Affordability is another factor working in China’s favor. Despite higher demand, prices for 14 out of the 18 major Chinese goods shipped to Africa actually fell on a yearly basis in the January-July period, with transformers and converters posting the deepest decline of 39%.
China is also bringing financial muscle to the continent with the world’s fastest-growing population, often in the form of backing from state-owned banks. Only in recent months, China Development Bank released a 245 million-euro ($286 million) first tranche of funding for a railway project in Nigeria and extended a loan for infrastructure construction in Egypt.
Although most of the commodities imported from Africa to China are priced in dollars, the expanding trade footprint will probably help the yuan make inroads in corporate and government balance sheets.
Nigeria, South Africa and Egypt are among the four countries on the continent that already have bilateral currency swaps with the central bank in Beijing — a list that includes Mauritius.

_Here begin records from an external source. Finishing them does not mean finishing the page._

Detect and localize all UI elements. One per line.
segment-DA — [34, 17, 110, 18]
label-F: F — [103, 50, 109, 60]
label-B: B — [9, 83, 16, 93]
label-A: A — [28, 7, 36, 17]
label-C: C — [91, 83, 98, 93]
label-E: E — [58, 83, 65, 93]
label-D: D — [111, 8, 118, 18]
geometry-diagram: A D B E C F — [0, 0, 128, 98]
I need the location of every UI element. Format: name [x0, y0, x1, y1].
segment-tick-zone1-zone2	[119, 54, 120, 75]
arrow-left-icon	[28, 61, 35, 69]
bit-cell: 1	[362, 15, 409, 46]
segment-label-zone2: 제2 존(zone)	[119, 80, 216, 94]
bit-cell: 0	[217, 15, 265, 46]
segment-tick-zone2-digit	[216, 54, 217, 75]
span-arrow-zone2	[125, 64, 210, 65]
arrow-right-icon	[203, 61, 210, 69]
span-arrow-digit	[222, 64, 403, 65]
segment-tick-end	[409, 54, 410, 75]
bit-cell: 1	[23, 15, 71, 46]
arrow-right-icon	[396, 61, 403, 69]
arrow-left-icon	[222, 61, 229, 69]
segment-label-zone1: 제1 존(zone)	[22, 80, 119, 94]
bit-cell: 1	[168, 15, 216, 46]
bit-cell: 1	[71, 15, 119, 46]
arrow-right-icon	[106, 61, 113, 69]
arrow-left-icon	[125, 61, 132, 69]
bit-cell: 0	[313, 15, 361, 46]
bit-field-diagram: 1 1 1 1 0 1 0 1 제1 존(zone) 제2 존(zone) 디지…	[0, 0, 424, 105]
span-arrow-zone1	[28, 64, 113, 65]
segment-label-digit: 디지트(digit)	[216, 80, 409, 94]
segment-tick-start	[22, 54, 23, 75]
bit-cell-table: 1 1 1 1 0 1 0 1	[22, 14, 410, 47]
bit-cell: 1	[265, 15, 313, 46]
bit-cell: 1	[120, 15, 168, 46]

Kenya has announced it’s in talks to convert some dollar-denominated loans to yuan to help ease the strain of debt.
“China obviously benefits from greater use of its currency in the financial system – so that’s the incentive to offer preferential terms if they swap currency debt,” said David Omojomolo, Africa economist at Capital Economics. “I do expect heavily exposed countries to China in terms of debt like Angola will perhaps follow Kenya’s lead on this yuan swap if it’s pulled off.”
Chinese goods barred or resisted elsewhere are meanwhile receiving little pushback in Africa. Exports of steel and iron components — used to build bridges, towers and scaffolding — climbed 43%.

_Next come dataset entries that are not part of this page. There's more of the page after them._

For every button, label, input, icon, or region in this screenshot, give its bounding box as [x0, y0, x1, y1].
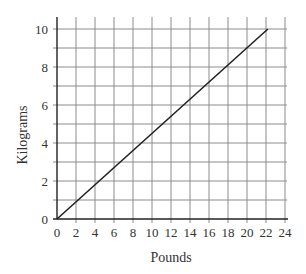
x-tick-label: 8 — [130, 225, 137, 240]
x-tick-label: 24 — [279, 225, 293, 240]
x-tick-label: 12 — [165, 225, 178, 240]
x-tick-label: 14 — [184, 225, 198, 240]
y-tick-label: 2 — [42, 174, 49, 189]
x-tick-label: 4 — [92, 225, 99, 240]
y-tick-label: 10 — [35, 22, 48, 37]
x-tick-label: 22 — [260, 225, 273, 240]
y-tick-label: 8 — [42, 60, 49, 75]
y-axis-label: Kilograms — [15, 105, 30, 164]
x-tick-label: 6 — [111, 225, 118, 240]
line-chart: 024681012141618202224 0246810 Pounds Kil… — [0, 0, 306, 274]
x-tick-label: 2 — [73, 225, 80, 240]
x-tick-labels: 024681012141618202224 — [54, 225, 292, 240]
grid-lines — [53, 17, 287, 223]
x-tick-label: 18 — [222, 225, 235, 240]
y-tick-label: 0 — [42, 212, 49, 227]
x-tick-label: 0 — [54, 225, 61, 240]
x-tick-label: 16 — [203, 225, 217, 240]
y-tick-label: 6 — [42, 98, 49, 113]
y-tick-labels: 0246810 — [35, 22, 49, 227]
y-tick-label: 4 — [42, 136, 49, 151]
x-tick-label: 10 — [146, 225, 159, 240]
x-axis-label: Pounds — [150, 250, 191, 265]
x-tick-label: 20 — [241, 225, 254, 240]
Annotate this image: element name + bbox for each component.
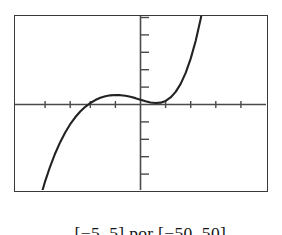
y-axis-ticks bbox=[141, 18, 149, 175]
graph-canvas bbox=[15, 16, 266, 190]
figure-container: [−5, 5] por [−50, 50] bbox=[0, 0, 282, 235]
caption-connector: por bbox=[129, 223, 153, 235]
graph-plot-frame bbox=[14, 15, 268, 192]
caption-y-interval: [−50, 50] bbox=[158, 223, 226, 235]
caption-x-interval: [−5, 5] bbox=[75, 223, 125, 235]
figure-caption: [−5, 5] por [−50, 50] bbox=[0, 197, 282, 235]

Sales of batteries spiked 41%, and transformers and converters, including inverters that adapt electricity from solar panels and wind systems to power home appliances and industrial equipment, soared nearly 25%.
For now, China has yet to encounter the kind of backlash seen from countries around the world that fear the flood of cheaper goods. But it’s a risk in a region already worried about falling further into debt to China, especially if the exports begin to crowd out local producers.
But Beijing will tread carefully since the continent is critical as a source of key commodities and a growth market for its companies. What’s more, it’s become a central arena for China’s aspirations on the world stage.
“Africa is where China takes its firms and brands global — they get experience, create markets, and win brand recognition,” said Lauren Johnston, a China-Africa expert of New South Economics, a consultancy in Melbourne. “It is important for China’s global development leadership push.”
–With assistance from Qizi Sun, James Mayger and Paul Burkhardt.
(Updates with report on solar panel imports in 14th paragraph.)